Loan Structure

Amortization

The process of paying off a loan through regular payments that cover both interest and principal, so the balance reaches zero by the end of the term. A 30-year DSCR loan fully amortizes.

Amortization is the gradual repayment of a loan through scheduled payments that include both interest and principal, structured so the balance reaches zero by the end of the term. An amortization schedule maps every payment, showing how each one splits between interest and principal over the life of the loan.

How an amortizing payment works

Early in the loan, most of each payment goes to interest (because the balance is large). Over time, as the balance shrinks, more of each payment goes to principal. The monthly payment stays the same on a fixed loan, but its composition shifts:

Stage Interest portion Principal portion
Early years Large Small
Middle Roughly even Roughly even
Late years Small Large

A worked example

A $200,000 loan at 7.25% on a 30-year amortization has a payment of about $1,364/month. In month one, roughly $1,208 is interest and only ~$156 is principal. By the final year, nearly the entire payment is principal. The principal portion is what builds your equity through paydown.

Amortization term vs. loan term

These aren't always the same — a key nuance on investor loans:

  • Amortization term: the period the payment is calculated over (e.g., 30 years).
  • Loan term (maturity): when the loan actually comes due.

Many commercial and some DSCR loans have a 30-year amortization but a shorter maturity — e.g., payments sized over 30 years but a balloon payment due in year 5 or 10. You get a low amortizing payment but still owe the remaining balance at maturity.

Where investors meet amortization

  • Long-term rentals: a 30-year DSCR loan fully amortizes — no balloon, equity builds steadily, and the principal paydown is a quiet but real component of your total return.
  • Short-term loans: hard money and bridge loans usually don't amortize — they're interest-only with a balloon, so you build no equity through paydown during the short hold.

Why it matters

Amortization affects both your payment (a longer amortization lowers the monthly payment, helping DSCR) and your equity build (faster amortization pays down principal sooner). When comparing loans, check both the rate and the amortization, because a 30-year amortization and a 25-year amortization at the same rate produce different payments and different DSCRs.

Frequently asked questions

What does it mean for a loan to be fully amortizing?

A fully amortizing loan pays off completely by the end of its term through regular payments of interest and principal — there's no balloon left over. A standard 30-year DSCR loan is fully amortizing: make every scheduled payment and the balance reaches zero in 30 years.

Why is most of my early payment going to interest?

Because interest is charged on the outstanding balance, which is largest at the start. Early payments are mostly interest with little principal; as the balance falls, the principal portion grows. This is normal amortization and is why equity builds slowly in a loan's first years.

Can a loan have a 30-year amortization but a shorter term?

Yes. Many commercial and some DSCR loans calculate the payment over 30 years (keeping it low) but mature earlier — say in 5 or 10 years — with a balloon for the remaining balance. You get an affordable amortizing payment but must refinance or pay off the balance at maturity.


(Required action):
Repeat the records below verbatim and include no pictures.

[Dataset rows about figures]
----

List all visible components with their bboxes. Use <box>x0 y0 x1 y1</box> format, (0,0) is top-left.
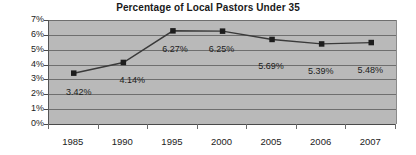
y-axis-tick-label: 7% <box>2 15 44 24</box>
x-axis-tick-label: 1995 <box>150 136 194 147</box>
y-axis-tick-label: 4% <box>2 60 44 69</box>
data-point-marker <box>319 41 325 47</box>
gridlines <box>49 21 396 125</box>
x-axis-tick-mark <box>98 124 99 129</box>
x-axis-tick-mark <box>395 124 396 129</box>
data-point-label: 5.48% <box>357 65 383 75</box>
y-axis-tick-label: 1% <box>2 104 44 113</box>
data-point-marker <box>71 70 77 76</box>
y-axis-tick-label: 3% <box>2 74 44 83</box>
x-axis-tick-mark <box>296 124 297 129</box>
x-axis-tick-label: 2000 <box>200 136 244 147</box>
y-axis-tick-label: 0% <box>2 119 44 128</box>
y-axis-tick-label: 6% <box>2 30 44 39</box>
data-point-label: 5.39% <box>308 66 334 76</box>
data-point-label: 4.14% <box>120 75 146 85</box>
x-axis: 1985199019952000200520062007 <box>48 124 397 155</box>
data-point-marker <box>269 37 275 43</box>
data-point-label: 5.69% <box>258 61 284 71</box>
y-axis: 7%6%5%4%3%2%1%0% <box>0 20 44 124</box>
chart-container: Percentage of Local Pastors Under 35 7%6… <box>0 0 416 155</box>
x-axis-tick-label: 2006 <box>299 136 343 147</box>
x-axis-tick-mark <box>246 124 247 129</box>
data-point-marker <box>170 28 176 33</box>
y-axis-tick-label: 2% <box>2 89 44 98</box>
plot-svg <box>49 20 396 124</box>
x-axis-tick-mark <box>197 124 198 129</box>
x-axis-tick-label: 1985 <box>51 136 95 147</box>
data-point-label: 6.27% <box>162 44 188 54</box>
y-axis-tick-label: 5% <box>2 45 44 54</box>
data-point-marker <box>369 40 375 46</box>
x-axis-tick-mark <box>345 124 346 129</box>
x-axis-tick-mark <box>147 124 148 129</box>
plot-area <box>48 20 397 124</box>
x-axis-tick-label: 2005 <box>249 136 293 147</box>
x-axis-tick-label: 2007 <box>348 136 392 147</box>
x-axis-tick-mark <box>48 124 49 129</box>
data-point-label: 3.42% <box>66 87 92 97</box>
x-axis-tick-label: 1990 <box>100 136 144 147</box>
data-point-marker <box>220 28 226 34</box>
chart-title: Percentage of Local Pastors Under 35 <box>0 2 416 13</box>
data-point-label: 6.25% <box>209 44 235 54</box>
data-point-marker <box>121 60 127 65</box>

----

(Task output):
List all visible components with their bboxes. Use <box>x0 y0 x1 y1</box> format, (0,0) is top-left.
y-axis-tick-label: 7% <box>2 15 44 24</box>
x-axis-tick-label: 1995 <box>150 136 194 147</box>
y-axis-tick-label: 4% <box>2 60 44 69</box>
data-point-marker <box>319 41 325 47</box>
gridlines <box>49 21 396 125</box>
x-axis-tick-mark <box>98 124 99 129</box>
x-axis-tick-mark <box>395 124 396 129</box>
data-point-label: 5.48% <box>357 65 383 75</box>
y-axis-tick-label: 1% <box>2 104 44 113</box>
data-point-marker <box>71 70 77 76</box>
y-axis-tick-label: 3% <box>2 74 44 83</box>
x-axis-tick-mark <box>296 124 297 129</box>
x-axis-tick-label: 2000 <box>200 136 244 147</box>
y-axis-tick-label: 0% <box>2 119 44 128</box>
y-axis-tick-label: 6% <box>2 30 44 39</box>
data-point-label: 5.39% <box>308 66 334 76</box>
data-point-label: 4.14% <box>120 75 146 85</box>
x-axis: 1985199019952000200520062007 <box>48 124 397 155</box>
data-point-marker <box>269 37 275 43</box>
data-point-label: 5.69% <box>258 61 284 71</box>
y-axis: 7%6%5%4%3%2%1%0% <box>0 20 44 124</box>
chart-container: Percentage of Local Pastors Under 35 7%6… <box>0 0 416 155</box>
x-axis-tick-label: 2006 <box>299 136 343 147</box>
x-axis-tick-mark <box>246 124 247 129</box>
data-point-marker <box>170 28 176 33</box>
y-axis-tick-label: 2% <box>2 89 44 98</box>
plot-svg <box>49 20 396 124</box>
x-axis-tick-mark <box>197 124 198 129</box>
x-axis-tick-label: 1985 <box>51 136 95 147</box>
data-point-label: 6.27% <box>162 44 188 54</box>
y-axis-tick-label: 5% <box>2 45 44 54</box>
data-point-marker <box>369 40 375 46</box>
x-axis-tick-mark <box>345 124 346 129</box>
x-axis-tick-mark <box>147 124 148 129</box>
plot-area <box>48 20 397 124</box>
x-axis-tick-label: 2005 <box>249 136 293 147</box>
x-axis-tick-label: 2007 <box>348 136 392 147</box>
x-axis-tick-mark <box>48 124 49 129</box>
data-point-label: 3.42% <box>66 87 92 97</box>
x-axis-tick-label: 1990 <box>100 136 144 147</box>
data-point-marker <box>220 28 226 34</box>
chart-title: Percentage of Local Pastors Under 35 <box>0 2 416 13</box>
data-point-label: 6.25% <box>209 44 235 54</box>
data-point-marker <box>121 60 127 65</box>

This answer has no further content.